This article originally appeared on Raw Story
During her Monday episode, MSNBC host Rachel Maddow connected the dots of the promises made by Deputy Attorney General Rod Rosenstein, all the way back to the beginning of this series of investigations.
She began by saying that the meeting with Rosenstein and FBI Director Christopher Wrey is the second of President Donald Trump’s actions that he has taken to thwart the Russia investigation. She noted that while he has said and tweeted many things, when looking at what he’s actually done, this marked only the second time he’s tried to block the investigation.
"The Justice Department itself has been swaying a little bit in these prevailing winds," Maddow said. "Not just in the face of the president’s actions but even just his squawking. Even just his making noise to put pressure on the Justice Department and the investigation."
She explained that the first time it was seen was around the firing of former FBI Director James Comey and wondered why Rosenstein would even be needed to help Trump fire Comey. She also noted that the DOJ has been more than willing to hand over the text messages between the FBI agents when conservative media and Republican officials demanded it.
"The Justice Department, of all agencies, is well within its rights to say 'Sorry, that matter is the subject of an ongoing investigation, the public will not have access to any internal documents relevant to that investigation until the investigation is complete,'" Maddow said.
She noted that the DOJ also handed over the Comey memos when those memos are also seen as part of the obstruction investigation. She wondered why too the DOJ handed those over so willingly.
"The Justice Department and the FBI also have shed nearly all of the senior officials who were corroborating witnesses for at the time he wrote up those memos, when he was documenting his interactions with the president because those interactions were very irregular, they were seemingly improper — Comey wrote those memos to document those interactions," she continued. "He confided in other senior law enforcement officials at the time in order to create a record of those interactions with the president in case it someday needed to be used as evidence. The Justice Department and the FBI have since shed or demoted most of those officials who Comey confided in."
She also explained that while they were being shoved out or down, Trump was also leading "a systematic campaign of attacking them one by one, often by name."
There was another incident with the DOJ where they initially pushed back on a demand from pro-Trump officials in Congress to see the FISA warrant used to obtain surveillance on Carter Page. Maddow explained that such information is "never" handed over. "They never even admit to the existence of FISA warrants in public." In this case, however, the DOJ caved again.
"If you’re the subject of a criminal inquiry, imagine how helpful it would be to have access in the middle of that investigation to the prosecutor’s theory of the case when they open their investigation into you, to have their physical written documents about what they were coming after you for," she wondered. "I mean, to have the supporting materials that were shown to a judge in order to justify a surveillance warrant against somebody who was working for you. That would be very’ll helpful if you were the subject of a criminal investigation, to have that kind of window in the middle of an investigation into the prosecutor’s approach and their evidence and their strategy."

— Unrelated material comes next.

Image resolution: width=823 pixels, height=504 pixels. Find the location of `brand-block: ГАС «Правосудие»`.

She said that the DOJ is incrementally handing these documents over, and they’re probably copied and sent directly to the Trump team. So, already the DOJ has broken with norms that existed for the DOJ in previous administrations from both parties. It’s interesting given that Rosenstein gave a powerful speech less than a month ago about how the DOJ "will not be extorted."
"I mean, step back from there for a second," she paused. "Under normal circumstances it would be astonishing for the president to summon the head of the Justice Department and the head of the FBI to come to the White House to discuss the ongoing case against him. But that is what happened today. It wasn’t like a meeting with the White House counsel. It was the president calling them up there to meet with him. To talk about the investigation into him."

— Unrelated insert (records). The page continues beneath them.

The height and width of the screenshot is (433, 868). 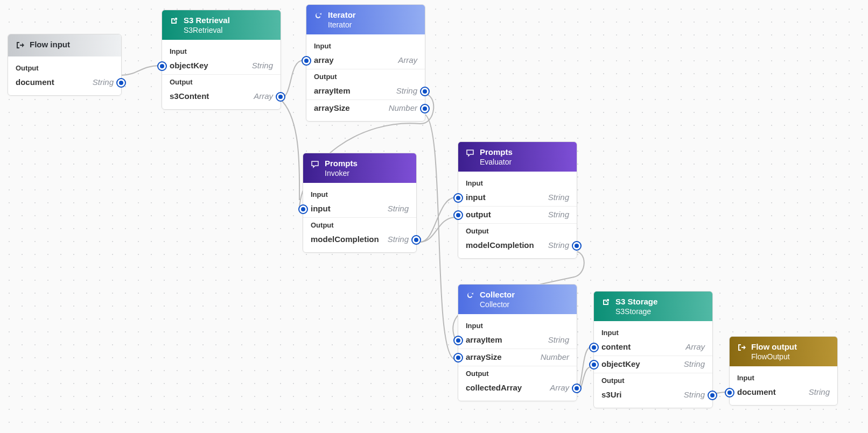 I want to click on node-title: Collector, so click(x=498, y=295).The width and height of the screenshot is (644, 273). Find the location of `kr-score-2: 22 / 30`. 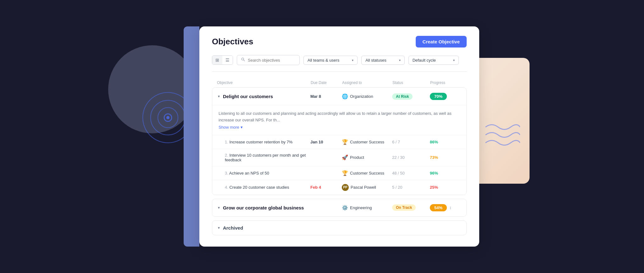

kr-score-2: 22 / 30 is located at coordinates (411, 157).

She said that after there it seems to have even gotten worse. Now they’re demanding the FBI source, which is also unheard of. Now Rep. Devin Nunes, R-Calif., is demanding all of the evidence this informant turned up along with it.
"The Justice Department has been sliding down this slippery slope for months, handing over the kind of information they never release about ongoing investigations," she said. "But the identity of a confidential source, all Justice Department records about that source? the evidence that source was able to turn up in an investigation that is still ongoing? You’re going to hand that over to people like Congressman Nunes, who is absolutely going to turn that around and hand it to the president whose campaign is being investigated here? That’s insane."

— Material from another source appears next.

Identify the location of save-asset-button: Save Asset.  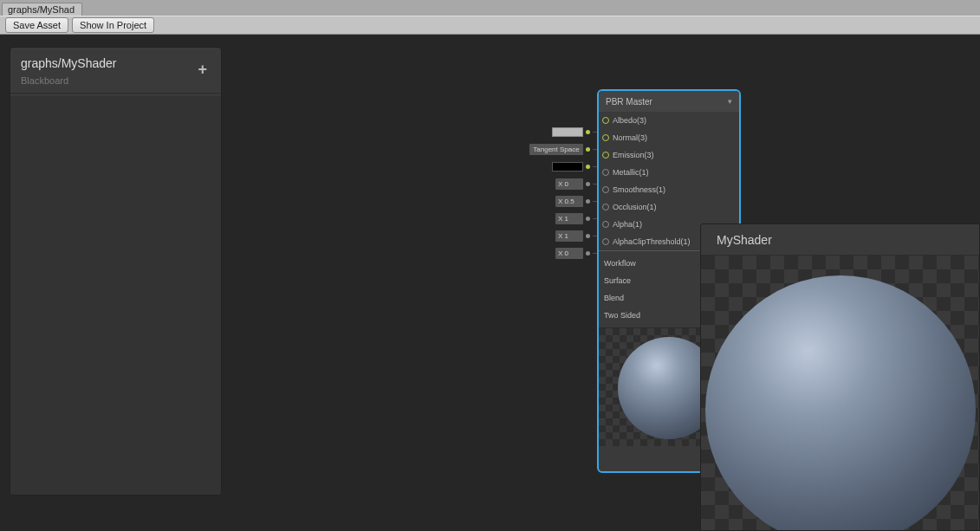
(36, 25).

Nunes was part of the Trump transition team and campaign. After today, she noted that the DOJ is simply sliding further down the slope. For those who think that the DOJ isn’t doing that much damage, Maddow urges a closer look.
She read Rosenstein’s statement and explained that on one hand Rosenstein is giving into Trump but on the other he’s confirming in his statement that "the FBI was engaged in a counterintelligence investigation of people who were suspected of involvement with the Russian agents who were interfering in the election at the time. And those people who were the subject of that counterintelligence investigation were on the Trump campaign."
It might be the case that Rosenstein isn’t giving anything away, Maddow claimed. But she asked how we knew if he was doing the right thing.
"Is there something about the way he and the Justice Department are acting that can tell us whether they’re being smart and strategically flexible to protect the [Robert] Mueller investigation, to insulate law enforcement from the worst of what the president and his allies have in mind?" she asked. "Or are they just giving away the store, giving in, caving, and leaving us with a new world."
One thing is certain, according to the host, the DOJ has changed and their "natural order" of doing business has come to an end. She noted at the end of the program that all of the lines that would normally have been drawn by a normal Justice Department have already been crossed by its current occupants.